Question

I have a following system on my PHP site like twitter. To follow another a user, the user will click a follow button on the profile of a user they want to follow.

I then send an ajax post request with the ID of the user they want to follow.

I'm trying to work out how to prevent a user spam following everyone by writing this in the browser console:

for(var i = 0; i<10000000; i++){
     followUser(i) // followUser is the ajax request
}

My proposed solution is:

Add a single use token to each request and check against the token stored in the session, like CSRF/double-submit protection.

Is there any problems with that solution? I looked at using anonymous JavaScript functions but it seems more secure to prevent these things on the server side not the client.

Was it helpful?

Solution

Is there any problems with that solution?

If you store the token in the per-document DOM/JS context, then you potentially break navigation and multi-tab usage of your application. (eg imagine Following someone then clicking Back and Following someone on the previous page. The old page's token is now invalid and the operation fails.) This is the reason single-use CSRF tokens are generally a bad thing.

it seems more secure to prevent these things on the server side not the client.

Indeed, but a single-use token doesn't really prevent a user making mass requests, it just means they have to grab a new token each time.

It sounds like what you would really need is some kind of server-side rate-limiting solution. That could be implemented at the server level (mod_evasive et al) and/or in the application (necessary if you want targeted limiting of particular functions identified as sensitive).

What's your threat model? Having one account follow everyone doesn't immediately seem like a attack; what's the negative impact and why would an attacker want to do it? If it's something like “to cause a nuisance by sending follow notifications to everyone” maybe a better answer would lie in providing better tools to manage/ignore notifications, for example.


Assignment: Give back, word for word, the lines in the listing below from the one holding "Identify the location of button: Submit." down to the one holding "Identify the location of a: View.", both ends included.

Given data:
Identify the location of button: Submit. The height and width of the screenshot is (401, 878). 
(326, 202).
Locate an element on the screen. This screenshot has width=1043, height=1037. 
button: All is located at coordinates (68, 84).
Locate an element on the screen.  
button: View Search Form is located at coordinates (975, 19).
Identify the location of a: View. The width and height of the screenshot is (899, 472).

--

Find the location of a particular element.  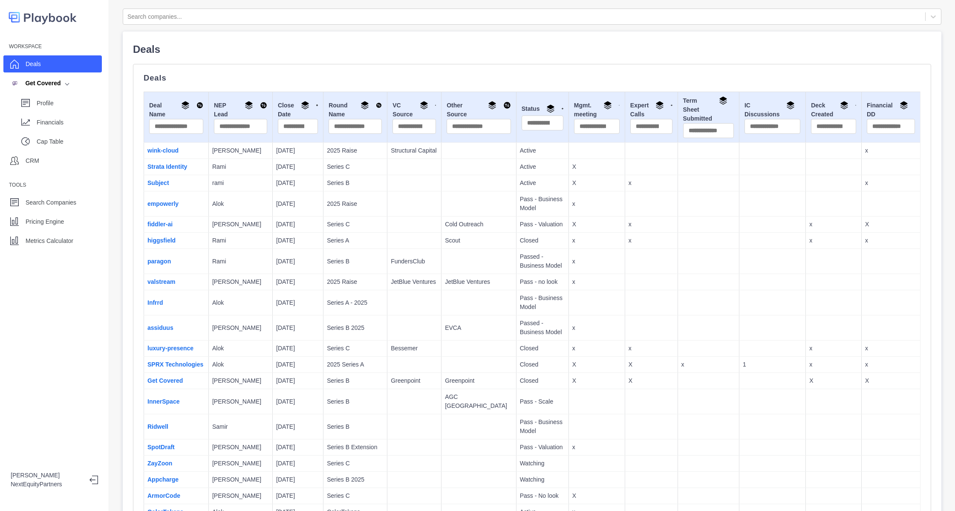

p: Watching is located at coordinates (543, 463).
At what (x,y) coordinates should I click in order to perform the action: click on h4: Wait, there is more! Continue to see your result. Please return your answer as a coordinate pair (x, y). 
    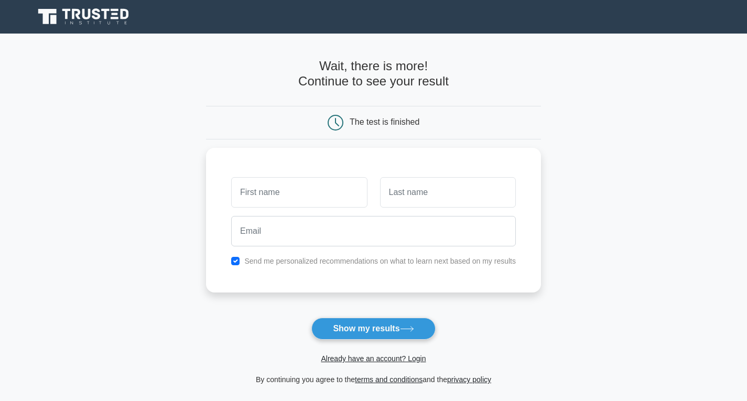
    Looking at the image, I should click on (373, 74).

Task response:
Identify the location of button: Submit. The height and width of the screenshot is (401, 878). 
(326, 202).
Locate an element on the screen. This screenshot has width=1043, height=1037. 
button: All is located at coordinates (68, 84).
Locate an element on the screen.  
button: View Search Form is located at coordinates (975, 19).
Identify the location of a: View. The width and height of the screenshot is (899, 472).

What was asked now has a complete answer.